The article, Cloud-scale performance monitoring, describes how the sFlow standard delivers the visibility needed to manage the cloud infrastructure. In the case of a private cloud, where the physical infrastructure and virtual machines are dedicated to a single organization, the visibility provided by the infrastructure can be shared with internal customers and used to manage the services deployed in the cloud.

However, in a public cloud the infrastructure is owned and operated by the cloud service provider and customers are typically given very little visibility into the shared infrastructure hosting their virtual machines.

For example, the diagram at the top of this article shows three virtual machines, VM1, VM2 and VM3, hosted on two physical servers, Server 1 and Server 2. If these virtual machines were hosted in a private cloud all the elements of the physical and virtual infrastructure shown in the diagram can be instrumented with sFlow providing visibility to the management team.
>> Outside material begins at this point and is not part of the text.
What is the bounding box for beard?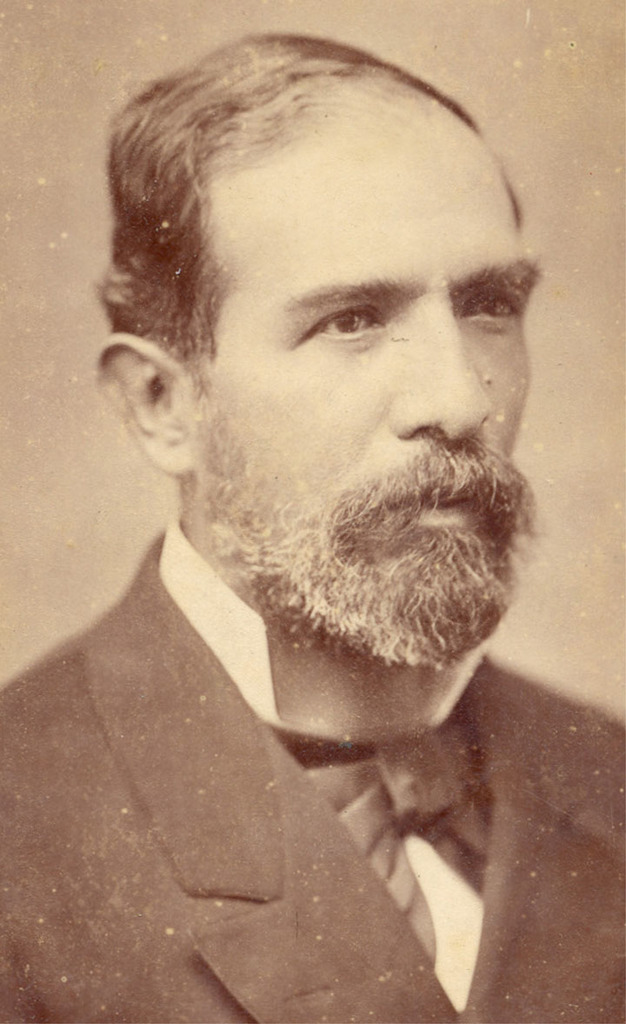
bbox(156, 390, 526, 694).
However, move the three virtual machines to a public cloud and only the virtual machines are visible. A Management Boundary separates service provider resources from the customer resources and it is no longer possible to know which virtual machines are hosted on which physical servers or to see network and system performance using sFlow from switches and servers.
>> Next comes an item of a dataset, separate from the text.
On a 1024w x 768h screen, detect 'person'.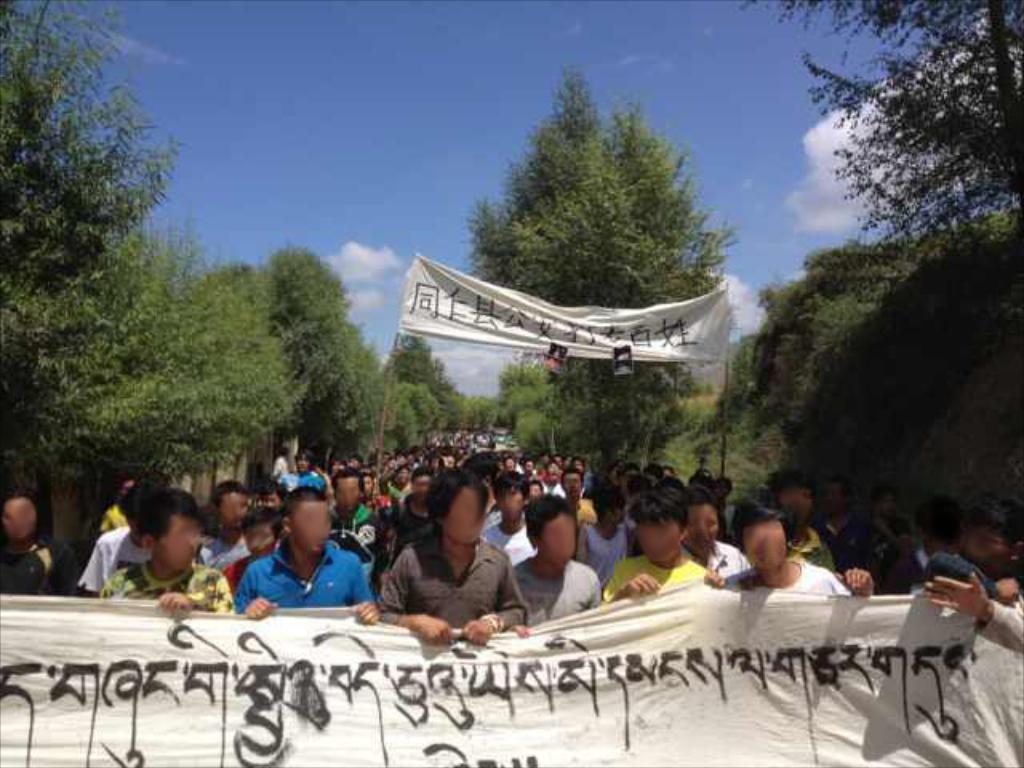
locate(606, 478, 728, 605).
The diagram above shows the elements from the example that are visible in a public cloud deployment. The example is representative of a typical small scale deployment: the Vyatta virtual appliance (VM3) provides routing and firewall capabilities, VM1 is configured as a web server and VM2 as a database server. One of the benefits of moving to the public cloud is the ability to scale up the number of servers to meet demand. The article, How Zynga Survived FarmVille, describes using a public cloud provider to handle rapidly changing workloads. The architecture mentioned in the article is a widely adopted, scale-out, implementation of the elements shown in the diagram - see Memcached for additional details, large scale deployments of this architecture may involve thousands of servers.

In order to provide visibility in a public cloud deployment, each virtual machine must be responsible for monitoring its own performance. The Vyatta virtual appliance already includes support for sFlow. Installing Host sFlow agents on the virtual machines extends visibility to include network and system performance throughout the virtual machine cluster - see Cluster performance.

A key benefit of deploying services in the public cloud is the ability to dynamically add and remove capacity. In this environment, sFlow monitoring helps control costs by providing the data needed to closely match capacity to demand. In addition, many organizations operate hybrid clouds with some workloads running in a private cloud and others running in the public cloud. sFlow simplifies management by delivering integrated visibility across all the physical and virtual elements in the private and public cloud, providing the measurements needed to manage costs by striking the optimal balance between public and private cloud capacity.